Back in the desperate times of shock economic reforms in the early ’90s, only a sheer enthusiast could cope with managing a non-profit project. Now there is a host of nightclubs for every taste and income—lush mafia hangouts, striptease clubs, rockabilly bars and pricey gay clubs—but a few greats are still alive and kicking. The spirit lives on in places like Mama, which inherited director Andrei Haas from The Tunnel, and Griboyedov, which stole the fallout-shelter-club idea from The Tunnel. Managed by the trendy band Dva Samaliota, Griboyedova also combines the best of local rock music with refined techno vinyl spinning. Even Gakkel’s childhood friend and fellow Akvarium member Mikhail Vasilyev has recently launched the cozy club Garage.

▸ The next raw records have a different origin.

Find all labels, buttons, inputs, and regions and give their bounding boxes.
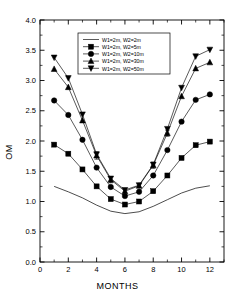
x-tick-label: 10: [177, 265, 185, 274]
marker-circle: [80, 137, 85, 142]
series-3: [51, 59, 212, 193]
plot-area: 0.00.51.01.52.02.53.03.54.0024681012W1=2…: [0, 0, 235, 303]
series-line: [54, 142, 210, 205]
series-2: [51, 92, 212, 199]
x-tick-label: 8: [151, 265, 155, 274]
marker-triangle-down: [193, 54, 199, 60]
legend: W1=2m, W2=2mW1=2m, W2=5mW1=2m, W2=10mW1=…: [78, 33, 170, 74]
marker-triangle-up: [51, 66, 57, 72]
marker-triangle-down: [207, 47, 213, 53]
x-tick-label: 0: [38, 265, 42, 274]
series-line: [54, 62, 210, 191]
marker-circle: [207, 92, 212, 97]
marker-triangle-down: [65, 76, 71, 82]
legend-label: W1=2m, W2=10m: [102, 51, 144, 57]
marker-square: [94, 184, 99, 189]
marker-circle: [122, 193, 127, 198]
marker-circle: [193, 97, 198, 102]
y-tick-label: 1.0: [26, 197, 36, 206]
y-axis-label-wrap: OM: [2, 125, 16, 185]
x-tick-label: 4: [95, 265, 99, 274]
y-tick-label: 2.5: [26, 106, 36, 115]
x-tick-label: 2: [66, 265, 70, 274]
marker-circle: [151, 173, 156, 178]
chart-figure: 0.00.51.01.52.02.53.03.54.0024681012W1=2…: [0, 0, 235, 303]
marker-square: [52, 142, 57, 147]
marker-circle: [179, 119, 184, 124]
marker-triangle-down: [80, 112, 86, 118]
y-tick-label: 2.0: [26, 137, 36, 146]
y-tick-label: 3.0: [26, 76, 36, 85]
marker-circle: [136, 189, 141, 194]
x-tick-label: 12: [206, 265, 214, 274]
series-line: [54, 186, 210, 214]
series-1: [52, 139, 213, 207]
legend-label: W1=2m, W2=30m: [102, 58, 144, 64]
y-tick-label: 4.0: [26, 16, 36, 25]
marker-circle: [94, 165, 99, 170]
marker-circle: [165, 147, 170, 152]
marker-circle: [66, 112, 71, 117]
marker-square: [179, 155, 184, 160]
marker-square: [151, 189, 156, 194]
marker-triangle-down: [164, 126, 170, 132]
y-tick-label: 0.5: [26, 227, 36, 236]
y-tick-label: 1.5: [26, 167, 36, 176]
marker-square: [66, 151, 71, 156]
marker-square: [207, 139, 212, 144]
series-line: [54, 94, 210, 196]
legend-label: W1=2m, W2=5m: [102, 44, 141, 50]
marker-square: [193, 143, 198, 148]
x-axis-label: MONTHS: [0, 281, 235, 291]
legend-label: W1=2m, W2=50m: [102, 66, 144, 72]
marker-square: [108, 197, 113, 202]
x-tick-label: 6: [123, 265, 127, 274]
y-tick-label: 0.0: [26, 258, 36, 267]
marker-triangle-up: [207, 59, 213, 65]
marker-square: [89, 44, 94, 49]
marker-square: [80, 167, 85, 172]
y-tick-label: 3.5: [26, 46, 36, 55]
series-0: [54, 186, 210, 214]
legend-label: W1=2m, W2=2m: [102, 37, 141, 43]
y-axis-label: OM: [4, 122, 14, 182]
marker-circle: [88, 51, 93, 56]
marker-square: [165, 173, 170, 178]
marker-triangle-up: [193, 65, 199, 71]
marker-square: [137, 199, 142, 204]
marker-triangle-down: [179, 85, 185, 91]
marker-circle: [51, 98, 56, 103]
marker-circle: [108, 184, 113, 189]
marker-square: [122, 202, 127, 207]
marker-triangle-down: [51, 55, 57, 61]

"Rock and roll survived in clubs for five years," said Yury Shevchuk, the frontman of mega-group DDT, who organized a marathon festival last year to attract the public to small clubs. These five years have breathed new life in the ailing local rock music scene, providing venues and a starting point for such popular acts as Tequilajazzz, Spleen, and Pep-see, who started at TaMtAm but now have national hits.

Strangely enough, the Russian Beatles of the 1990s grew up entirely outside the scene: Mumii Troll, which has made the girls scream and the unsuspecting public gasp, come from Russia’s Far East. Apparently rock’n’roll will survive, whatever the climate.